The court decided that it need not reconcile the 15-week law, a statute Bendor called โunambiguous,โโ with the older one.
They didnโt try to โharmonizeโโ the two laws to see if there are ways they both could be interpreted as valid. By contrast, thatโs what the Arizona Court of Appeals did in its ruling last year, in which it concluded the 15-week law was enforceable to the extent it did not conflict with the older law.

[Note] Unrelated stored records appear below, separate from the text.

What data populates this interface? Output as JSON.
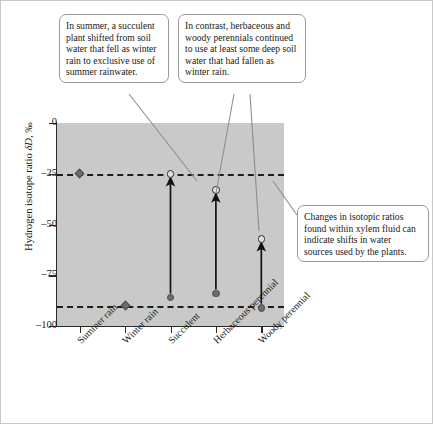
{
  "chart_data": {
    "type": "scatter",
    "title": "",
    "xlabel": "",
    "ylabel": "Hydrogen isotope ratio δD, ‰",
    "ylim": [
      -100,
      0
    ],
    "ytick_values": [
      0,
      -25,
      -50,
      -75,
      -100
    ],
    "ytick_labels": [
      "0",
      "–25",
      "–50",
      "–75",
      "–100"
    ],
    "grid": false,
    "legend_position": "none",
    "plot_background": "#c9c9c9",
    "categories": [
      "Summer rain",
      "Winter rain",
      "Succulent",
      "Herbaceous perennial",
      "Woody perennial"
    ],
    "reference_lines": [
      {
        "name": "summer-rain-reference",
        "value": -25,
        "style": "dashed",
        "label": "Summer rain δD ≈ –25‰"
      },
      {
        "name": "winter-rain-reference",
        "value": -90,
        "style": "dashed",
        "label": "Winter rain δD ≈ –90‰"
      }
    ],
    "series": [
      {
        "name": "Rainfall source (δD of rain)",
        "marker": "filled-diamond",
        "points": [
          {
            "category": "Summer rain",
            "value": -25
          },
          {
            "category": "Winter rain",
            "value": -90
          }
        ]
      },
      {
        "name": "Xylem water, winter (pre-shift)",
        "marker": "filled-circle",
        "points": [
          {
            "category": "Succulent",
            "value": -86
          },
          {
            "category": "Herbaceous perennial",
            "value": -84
          },
          {
            "category": "Woody perennial",
            "value": -91
          }
        ]
      },
      {
        "name": "Xylem water, summer (post-shift)",
        "marker": "open-circle",
        "points": [
          {
            "category": "Succulent",
            "value": -25
          },
          {
            "category": "Herbaceous perennial",
            "value": -33
          },
          {
            "category": "Woody perennial",
            "value": -57
          }
        ]
      }
    ],
    "shift_arrows": [
      {
        "category": "Succulent",
        "from": -86,
        "to": -25,
        "direction": "up"
      },
      {
        "category": "Herbaceous perennial",
        "from": -84,
        "to": -33,
        "direction": "up"
      },
      {
        "category": "Woody perennial",
        "from": -91,
        "to": -57,
        "direction": "up"
      }
    ],
    "annotations": [
      {
        "id": "callout-1",
        "text": "In summer, a succulent plant shifted from soil water that fell as winter rain to exclusive use of summer rainwater.",
        "points_to": [
          "Succulent summer xylem value (–25‰)"
        ]
      },
      {
        "id": "callout-2",
        "text": "In contrast, herbaceous and woody perennials continued to use at least some deep soil water that had fallen as winter rain.",
        "points_to": [
          "Herbaceous perennial summer xylem value (–33‰)",
          "Woody perennial summer xylem value (–57‰)"
        ]
      },
      {
        "id": "callout-3",
        "text": "Changes in isotopic ratios found within xylem fluid can indicate shifts in water sources used by the plants.",
        "points_to": [
          "Summer rain reference line (–25‰)"
        ]
      }
    ]
  },
  "axis": {
    "y_title_pre": "Hydrogen isotope ratio ",
    "y_title_delta": "δD",
    "y_title_post": ", ‰"
  }
}
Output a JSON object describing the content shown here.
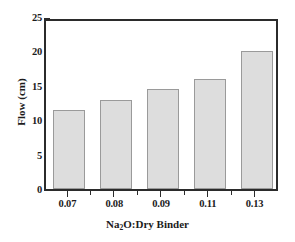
{
  "chart_data": {
    "type": "bar",
    "title": "",
    "xlabel": "Na2O:Dry Binder",
    "xlabel_prefix": "Na",
    "xlabel_sub": "2",
    "xlabel_suffix": "O:Dry Binder",
    "ylabel": "Flow (cm)",
    "categories": [
      "0.07",
      "0.08",
      "0.09",
      "0.11",
      "0.13"
    ],
    "values": [
      11.5,
      13.0,
      14.5,
      16.0,
      20.0
    ],
    "ylim": [
      0,
      25
    ],
    "xlim": [
      0,
      5
    ],
    "y_ticks": [
      "0",
      "5",
      "10",
      "15",
      "20",
      "25"
    ],
    "y_tick_values": [
      0,
      5,
      10,
      15,
      20,
      25
    ],
    "y_minor_tick_values": [
      2.5,
      7.5,
      12.5,
      17.5,
      22.5
    ],
    "grid": false,
    "legend": false,
    "bar_fill_color": "#dddddd",
    "bar_edge_color": "#9a9a9a",
    "axis_color": "#2b2b2b",
    "background_color": "#ffffff"
  }
}
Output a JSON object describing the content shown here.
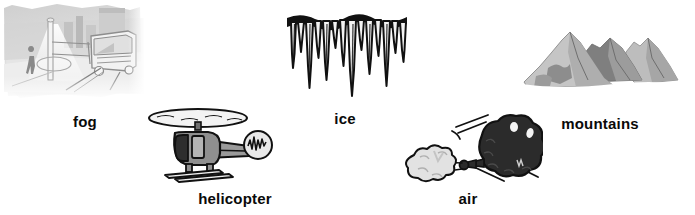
{
  "page": {
    "background_color": "#ffffff",
    "text_color": "#0a0a0a",
    "width": 695,
    "height": 215
  },
  "palette": {
    "ink": "#111111",
    "dark_gray": "#4a4a4a",
    "mid_gray": "#808080",
    "light_gray": "#b8b8b8",
    "pale_gray": "#dcdcdc",
    "near_white": "#f0f0f0",
    "balloon_black": "#2b2b2b"
  },
  "items": [
    {
      "id": "fog",
      "label": "fog",
      "icon": "fog-street-scene-icon",
      "description": "grayscale sketch of a foggy street with a bus, a pedestrian, a lamp post and city buildings",
      "x": 2,
      "y": 2,
      "width": 143,
      "height": 100,
      "label_x": 85,
      "label_y": 113
    },
    {
      "id": "helicopter",
      "label": "helicopter",
      "icon": "helicopter-icon",
      "description": "gray cartoon helicopter with spinning rotor, skids and a noise burst at the tail rotor",
      "x": 145,
      "y": 100,
      "width": 130,
      "height": 85,
      "label_x": 235,
      "label_y": 190
    },
    {
      "id": "ice",
      "label": "ice",
      "icon": "icicles-icon",
      "description": "row of black outlined icicles hanging from a ledge",
      "x": 283,
      "y": 8,
      "width": 128,
      "height": 92,
      "label_x": 345,
      "label_y": 110
    },
    {
      "id": "air",
      "label": "air",
      "icon": "air-balloon-blowing-icon",
      "description": "dark lumpy balloon deflating and blowing a pale puff of air through a nozzle",
      "x": 378,
      "y": 105,
      "width": 165,
      "height": 85,
      "label_x": 468,
      "label_y": 190
    },
    {
      "id": "mountains",
      "label": "mountains",
      "icon": "mountains-icon",
      "description": "three gray mountain peaks with shaded slopes",
      "x": 518,
      "y": 18,
      "width": 165,
      "height": 85,
      "label_x": 600,
      "label_y": 115
    }
  ]
}
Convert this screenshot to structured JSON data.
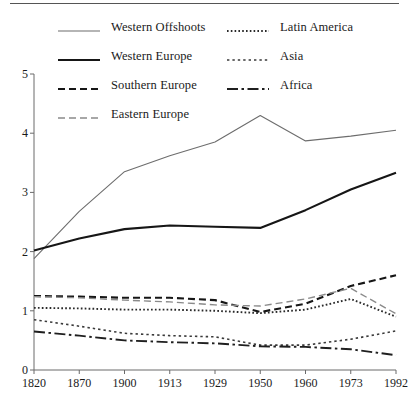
{
  "chart_data": {
    "type": "line",
    "title": "",
    "subtitle": "",
    "xlabel": "",
    "ylabel": "",
    "x": [
      "1820",
      "1870",
      "1900",
      "1913",
      "1929",
      "1950",
      "1960",
      "1973",
      "1992"
    ],
    "categories": [
      "1820",
      "1870",
      "1900",
      "1913",
      "1929",
      "1950",
      "1960",
      "1973",
      "1992"
    ],
    "xtick_labels": [
      "1820",
      "1870",
      "1900",
      "1913",
      "1929",
      "1950",
      "1960",
      "1973",
      "1992"
    ],
    "ytick_labels": [
      "0",
      "1",
      "2",
      "3",
      "4",
      "5"
    ],
    "yticks": [
      0,
      1,
      2,
      3,
      4,
      5
    ],
    "ylim": [
      0,
      5
    ],
    "grid": false,
    "legend_position": "top",
    "axis_type": "categorical-evenly-spaced",
    "series": [
      {
        "name": "Western Offshoots",
        "style": "solid-thin",
        "color": "#6d6d6d",
        "values": [
          1.88,
          2.68,
          3.35,
          3.62,
          3.85,
          4.3,
          3.87,
          3.95,
          4.05
        ]
      },
      {
        "name": "Western Europe",
        "style": "solid-thick",
        "color": "#161616",
        "values": [
          2.02,
          2.22,
          2.38,
          2.44,
          2.42,
          2.4,
          2.7,
          3.05,
          3.33
        ]
      },
      {
        "name": "Southern Europe",
        "style": "dash-thick",
        "color": "#161616",
        "values": [
          1.25,
          1.24,
          1.22,
          1.22,
          1.18,
          0.98,
          1.12,
          1.42,
          1.6
        ]
      },
      {
        "name": "Eastern Europe",
        "style": "dash-light",
        "color": "#8a8a8a",
        "values": [
          1.24,
          1.22,
          1.18,
          1.15,
          1.1,
          1.08,
          1.2,
          1.38,
          0.95
        ]
      },
      {
        "name": "Latin America",
        "style": "dot-loose",
        "color": "#2a2a2a",
        "values": [
          1.05,
          1.04,
          1.02,
          1.02,
          1.0,
          0.96,
          1.02,
          1.2,
          0.9
        ]
      },
      {
        "name": "Asia",
        "style": "dot-fine",
        "color": "#3a3a3a",
        "values": [
          0.85,
          0.74,
          0.62,
          0.58,
          0.56,
          0.42,
          0.42,
          0.52,
          0.66
        ]
      },
      {
        "name": "Africa",
        "style": "dash-dot",
        "color": "#1f1f1f",
        "values": [
          0.65,
          0.58,
          0.5,
          0.47,
          0.45,
          0.4,
          0.39,
          0.35,
          0.25
        ]
      }
    ]
  },
  "legend": {
    "items": [
      {
        "label": "Western Offshoots",
        "style": "solid-thin",
        "col": 0,
        "row": 0
      },
      {
        "label": "Western Europe",
        "style": "solid-thick",
        "col": 0,
        "row": 1
      },
      {
        "label": "Southern Europe",
        "style": "dash-thick",
        "col": 0,
        "row": 2
      },
      {
        "label": "Eastern Europe",
        "style": "dash-light",
        "col": 0,
        "row": 3
      },
      {
        "label": "Latin America",
        "style": "dot-loose",
        "col": 1,
        "row": 0
      },
      {
        "label": "Asia",
        "style": "dot-fine",
        "col": 1,
        "row": 1
      },
      {
        "label": "Africa",
        "style": "dash-dot",
        "col": 1,
        "row": 2
      }
    ]
  }
}
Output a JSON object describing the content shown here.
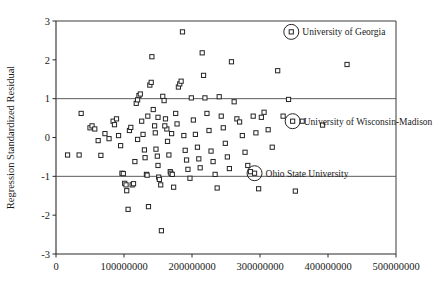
{
  "chart_data": {
    "type": "scatter",
    "title": "",
    "xlabel": "",
    "ylabel": "Regression Standardized Residual",
    "xlim": [
      0,
      500000000
    ],
    "ylim": [
      -3,
      3
    ],
    "xticks": [
      0,
      100000000,
      200000000,
      300000000,
      400000000,
      500000000
    ],
    "xtick_labels": [
      "0",
      "100000000",
      "200000000",
      "300000000",
      "400000000",
      "500000000"
    ],
    "yticks": [
      -3,
      -2,
      -1,
      0,
      1,
      2,
      3
    ],
    "ytick_labels": [
      "-3",
      "-2",
      "-1",
      "0",
      "1",
      "2",
      "3"
    ],
    "grid": false,
    "reference_lines": [
      {
        "axis": "y",
        "value": 1
      },
      {
        "axis": "y",
        "value": -1
      }
    ],
    "legend": "none",
    "marker": "open-square",
    "points": [
      {
        "x": 17000000,
        "y": -0.45
      },
      {
        "x": 34000000,
        "y": -0.45
      },
      {
        "x": 37000000,
        "y": 0.62
      },
      {
        "x": 50000000,
        "y": 0.25
      },
      {
        "x": 53000000,
        "y": 0.3
      },
      {
        "x": 57000000,
        "y": 0.22
      },
      {
        "x": 62000000,
        "y": -0.08
      },
      {
        "x": 66000000,
        "y": -0.46
      },
      {
        "x": 72000000,
        "y": 0.1
      },
      {
        "x": 78000000,
        "y": -0.03
      },
      {
        "x": 84000000,
        "y": 0.42
      },
      {
        "x": 86000000,
        "y": 0.33
      },
      {
        "x": 89000000,
        "y": 0.48
      },
      {
        "x": 92000000,
        "y": 0.05
      },
      {
        "x": 95000000,
        "y": -0.21
      },
      {
        "x": 97000000,
        "y": -0.92
      },
      {
        "x": 99000000,
        "y": -0.93
      },
      {
        "x": 101000000,
        "y": -1.18
      },
      {
        "x": 103000000,
        "y": -1.22
      },
      {
        "x": 104000000,
        "y": -1.37
      },
      {
        "x": 106000000,
        "y": -1.85
      },
      {
        "x": 108000000,
        "y": 0.18
      },
      {
        "x": 110000000,
        "y": 0.26
      },
      {
        "x": 112000000,
        "y": -1.22
      },
      {
        "x": 114000000,
        "y": -1.19
      },
      {
        "x": 116000000,
        "y": -0.62
      },
      {
        "x": 118000000,
        "y": 0.88
      },
      {
        "x": 120000000,
        "y": 0.97
      },
      {
        "x": 122000000,
        "y": 1.08
      },
      {
        "x": 124000000,
        "y": 1.12
      },
      {
        "x": 126000000,
        "y": 0.42
      },
      {
        "x": 128000000,
        "y": 0.08
      },
      {
        "x": 130000000,
        "y": -0.32
      },
      {
        "x": 131000000,
        "y": -0.52
      },
      {
        "x": 133000000,
        "y": -0.95
      },
      {
        "x": 134000000,
        "y": -0.97
      },
      {
        "x": 136000000,
        "y": -1.78
      },
      {
        "x": 138000000,
        "y": 1.35
      },
      {
        "x": 140000000,
        "y": 1.42
      },
      {
        "x": 141000000,
        "y": 2.08
      },
      {
        "x": 143000000,
        "y": 0.72
      },
      {
        "x": 145000000,
        "y": 0.3
      },
      {
        "x": 146000000,
        "y": 0.12
      },
      {
        "x": 147000000,
        "y": -0.3
      },
      {
        "x": 149000000,
        "y": -0.48
      },
      {
        "x": 150000000,
        "y": -0.72
      },
      {
        "x": 151000000,
        "y": -1.02
      },
      {
        "x": 152000000,
        "y": -1.08
      },
      {
        "x": 154000000,
        "y": -1.22
      },
      {
        "x": 155000000,
        "y": -2.4
      },
      {
        "x": 157000000,
        "y": 1.06
      },
      {
        "x": 159000000,
        "y": 0.95
      },
      {
        "x": 161000000,
        "y": 0.48
      },
      {
        "x": 163000000,
        "y": 0.22
      },
      {
        "x": 164000000,
        "y": -0.1
      },
      {
        "x": 166000000,
        "y": -0.45
      },
      {
        "x": 168000000,
        "y": -0.88
      },
      {
        "x": 169000000,
        "y": -0.92
      },
      {
        "x": 171000000,
        "y": -0.95
      },
      {
        "x": 173000000,
        "y": -1.28
      },
      {
        "x": 176000000,
        "y": 0.62
      },
      {
        "x": 178000000,
        "y": 0.35
      },
      {
        "x": 180000000,
        "y": 1.3
      },
      {
        "x": 182000000,
        "y": 1.38
      },
      {
        "x": 184000000,
        "y": 1.45
      },
      {
        "x": 186000000,
        "y": 2.72
      },
      {
        "x": 188000000,
        "y": 0.05
      },
      {
        "x": 190000000,
        "y": -0.33
      },
      {
        "x": 192000000,
        "y": -0.58
      },
      {
        "x": 194000000,
        "y": -0.82
      },
      {
        "x": 197000000,
        "y": -1.05
      },
      {
        "x": 199000000,
        "y": 1.02
      },
      {
        "x": 202000000,
        "y": 0.45
      },
      {
        "x": 205000000,
        "y": 0.08
      },
      {
        "x": 208000000,
        "y": -0.25
      },
      {
        "x": 210000000,
        "y": -0.55
      },
      {
        "x": 212000000,
        "y": -0.78
      },
      {
        "x": 215000000,
        "y": 2.18
      },
      {
        "x": 217000000,
        "y": 1.6
      },
      {
        "x": 219000000,
        "y": 1.02
      },
      {
        "x": 222000000,
        "y": 0.62
      },
      {
        "x": 225000000,
        "y": 0.18
      },
      {
        "x": 228000000,
        "y": -0.35
      },
      {
        "x": 231000000,
        "y": -0.62
      },
      {
        "x": 234000000,
        "y": -0.95
      },
      {
        "x": 237000000,
        "y": -1.3
      },
      {
        "x": 240000000,
        "y": 1.05
      },
      {
        "x": 243000000,
        "y": 0.55
      },
      {
        "x": 246000000,
        "y": 0.25
      },
      {
        "x": 249000000,
        "y": -0.15
      },
      {
        "x": 252000000,
        "y": -0.5
      },
      {
        "x": 255000000,
        "y": -0.8
      },
      {
        "x": 258000000,
        "y": 1.95
      },
      {
        "x": 262000000,
        "y": 0.92
      },
      {
        "x": 266000000,
        "y": 0.48
      },
      {
        "x": 270000000,
        "y": 0.4
      },
      {
        "x": 274000000,
        "y": 0.05
      },
      {
        "x": 278000000,
        "y": -0.38
      },
      {
        "x": 282000000,
        "y": -0.72
      },
      {
        "x": 286000000,
        "y": -0.88
      },
      {
        "x": 290000000,
        "y": 0.55
      },
      {
        "x": 294000000,
        "y": 0.12
      },
      {
        "x": 298000000,
        "y": -1.32
      },
      {
        "x": 302000000,
        "y": 0.52
      },
      {
        "x": 306000000,
        "y": 0.65
      },
      {
        "x": 312000000,
        "y": 0.2
      },
      {
        "x": 318000000,
        "y": -0.25
      },
      {
        "x": 326000000,
        "y": 1.72
      },
      {
        "x": 334000000,
        "y": 0.55
      },
      {
        "x": 342000000,
        "y": 0.98
      },
      {
        "x": 352000000,
        "y": -1.38
      },
      {
        "x": 362000000,
        "y": 0.42
      },
      {
        "x": 392000000,
        "y": 0.32
      },
      {
        "x": 428000000,
        "y": 1.88
      },
      {
        "x": 150000000,
        "y": 0.52
      },
      {
        "x": 160000000,
        "y": 0.3
      },
      {
        "x": 135000000,
        "y": 0.55
      },
      {
        "x": 120000000,
        "y": -0.05
      },
      {
        "x": 170000000,
        "y": 0.1
      }
    ],
    "annotations": [
      {
        "label": "University of Georgia",
        "x": 346000000,
        "y": 2.72,
        "ring": true
      },
      {
        "label": "University of Wisconsin-Madison",
        "x": 348000000,
        "y": 0.42,
        "ring": true
      },
      {
        "label": "Ohio State University",
        "x": 292000000,
        "y": -0.92,
        "ring": true
      }
    ]
  }
}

The state Supreme Court overturned that decision.
โThe opinion would seem to encourage courts to engage in far-reaching inquiries to divine legislative intent with much more frequency,โโ Bendor said. โSuch an open-ended expression of legislative interpretation invites judicial mischief.โโ
Of potentially greater legal concern, Bendor argued, was the justicesโ decision to rely on another law to reach the conclusion legislators never really intended for the 15-week limit to override the old law.
That statute says all Arizona laws must be interpreted to conclude that an unborn child at every stage of development has โall rights, privileges and immunities available to other persons, citizens and residents of this state,โโ subject only to federal constitutional restrictions and U.S. Supreme Court decisions.
Arizona Justice John Lopez, writing for the majority, said that statute โbelies the notion that the Legislature intended to create independent statutory authority for elective abortion,โโ meaning the 15-week law.
Bendor pointed out that a federal judge had declared that statute unconstitutionally vague, barring the state from using it when considering the legality of abortion.
โNothing in Arizona law allows this court to use unconstitutionally unclear text to guide judicial interpretation of other statutes, nor to position itself as a court of higher review regarding federal decisions,โโ Bendor wrote. โThis court may not narrow the scope of a federal court injunction.โโ
Enforcement timing
The possible June 25 date at which enforcement of the near-total abortion ban could begin is based on two facts. First, the normal practice of the Arizona Supreme Court is to issue a formal โmandateโโ enforcing its orders 14 days after the last ruling. In this case, that would be Fridayโs refusal to reconsider its earlier decision.
On top of that, former Attorney General Mark Brnovich, a Republican, had agreed in a separate โ and still pending โ case that the state would not enforce the law for at least 45 days after the mandate.
In the meantime, the Attorney Generalโs Office, now under Mayes, has said it is researching other legal prospects to keep the old law from once again being enforced. Those include Mayesโ argument that a ban on abortion violates a provision of the Arizona Constitution that guarantees an individual right to privacy.